A Strong Recovery, Challenges Ahead

While the US economy has been staging a strong recovery from the COVID-19 pandemic, the challenge is far from over, says Franklin Templeton Fixed Income CIO Sonal Desai. She says the tug of war between the virus and the economy seems likely to continue until an effective vaccine is made available at scale.

The first stage of the US economic recovery has proved as strong as we expected—and more. Both the rebound in spending and the decline in unemployment have exceeded most analysts’ expectations. This owes in part to the timely and decisive fiscal support: while the economy was largely shut down, stimulus checks and enhanced unemployment benefits boosted personal savings to a record high.
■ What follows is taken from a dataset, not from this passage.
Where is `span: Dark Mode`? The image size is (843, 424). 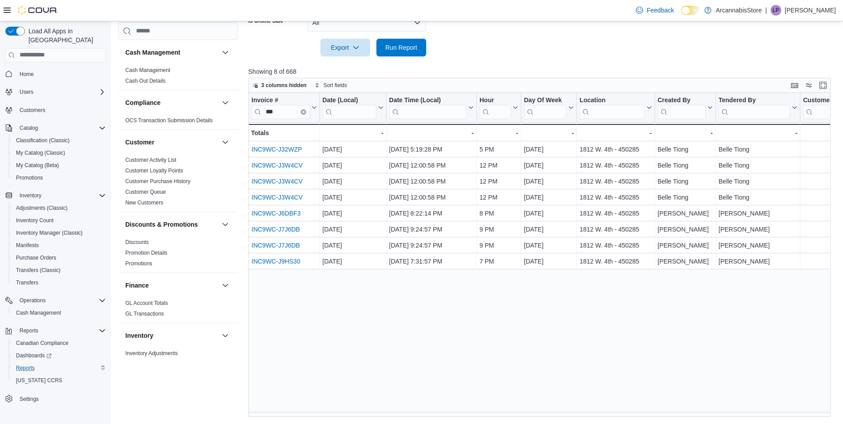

As some states and local governments began to reopen their economies in May, this stored-up financial firepower allowed households to unleash the substantial pent-up demand for goods and services accumulated during the weeks and months of lockdown.

The health of the recovery was soon tested by a second wave of contagion in July, when COVID-19 cases rose anew. The recovery showed an encouraging degree of resilience. The improvement in economic activity and employment slowed but did not kick into reverse. The second pulse of our Franklin Templeton–Gallup Economics of Recovery study, conducted in early August, showed that Americans’ willingness to engage in different economic activities, from shopping to travelling to going back to their places of work, was not set back by the resurgence of contagion.1 Our study also highlights that a majority of Americans intend to keep increasing their savings over the coming months, but not pay down debt: they remain prudent in the face of the health and economic uncertainty, but are again accumulating spending power to deploy once the uncertainty abates.2

This probably reflects the fact that the second wave of contagion was relatively more benign: compared to the rise in new cases, hospitalizations, intensive care unit use and deaths increased to a much lesser degree. New cases this time were more concentrated in younger age brackets, less vulnerable to serious health consequences. And, the health care system has learned how to care for those infected in a more effective and successful manner. As a consequence, in most cases policymakers have been able to respond with more localized and targeted restrictions rather than reverting to full-blown lockdowns.